1. A Coverage-Aware Distributed k-Connectivity Maintenance Algorithm for Arbitrarily Large k in Mobile Sensor Networks
- Author
-
Orhan Dagdeviren, Bulent Tavli, and Vahid Khalilpour Akram
- Subjects
FOS: Computer and information sciences ,restoration ,Computer Networks and Communications ,Computer science ,Reliability (computer networking) ,Deployment ,02 engineering and technology ,Network topology ,Topology ,Maintenance engineering ,Computer Science - Networking and Internet Architecture ,k-connectivity ,Robot sensing systems ,0202 electrical engineering, electronic engineering, information engineering ,Electrical and Electronic Engineering ,Time complexity ,Networking and Internet Architecture (cs.NI) ,distributed algorithm ,reliability ,Node (networking) ,Testbed ,020206 networking & telecommunications ,Fault tolerance ,connectivity maintenance ,Partitioning algorithms ,Computer Science Applications ,Mobile sensor networks ,Computer Science - Distributed, Parallel, and Cluster Computing ,Distributed algorithm ,Distributed, Parallel, and Cluster Computing (cs.DC) ,fault tolerance ,Wireless sensor network ,Algorithm ,Software ,Upper bound - Abstract
Mobile sensor networks (MSNs) have emerged from the interaction between mobile robotics and wireless sensor networks.
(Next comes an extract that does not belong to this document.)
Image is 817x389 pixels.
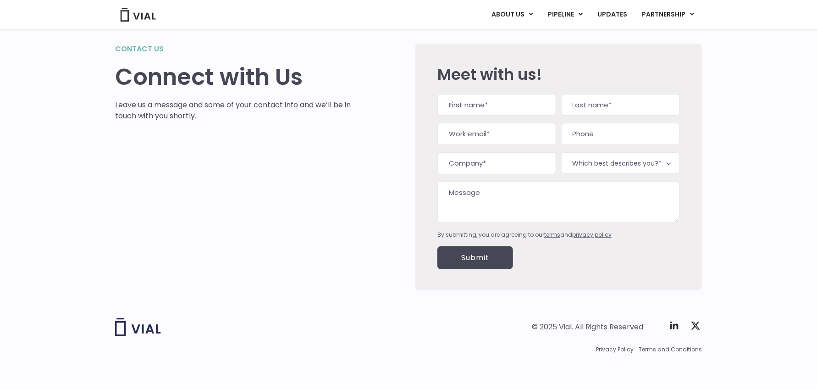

MSNs can be deployed in harsh environments, where failures in some nodes can partition MSNs into disconnected network segments or reduce the coverage area. A k-connected network can tolerate at least k-1 arbitrary node failures without losing its connectivity. In this study, we present a coverage-aware distributed k-connectivity maintenance (restoration) algorithm that generates minimum-cost movements of active nodes after a node failure to preserve a persistent k value subject to a coverage conservation criterion. The algorithm accepts a coverage conservation ratio (as a trade-off parameter between coverage and movements) and facilitates coverage with the generated movements according to this value. Extensive simulations and testbed experiments reveal that the proposed algorithm restores k-connectivity more efficiently than the existing restoration algorithms. Furthermore, our algorithm can be utilized to maintain k-connectivity without sacrificing the coverage, significantly., TUBITAK (The Scientific and Technological Research Council of Turkey) [113E470], This work was supported by TUBITAK (The Scientific and Technological Research Council of Turkey) under Project 113E470.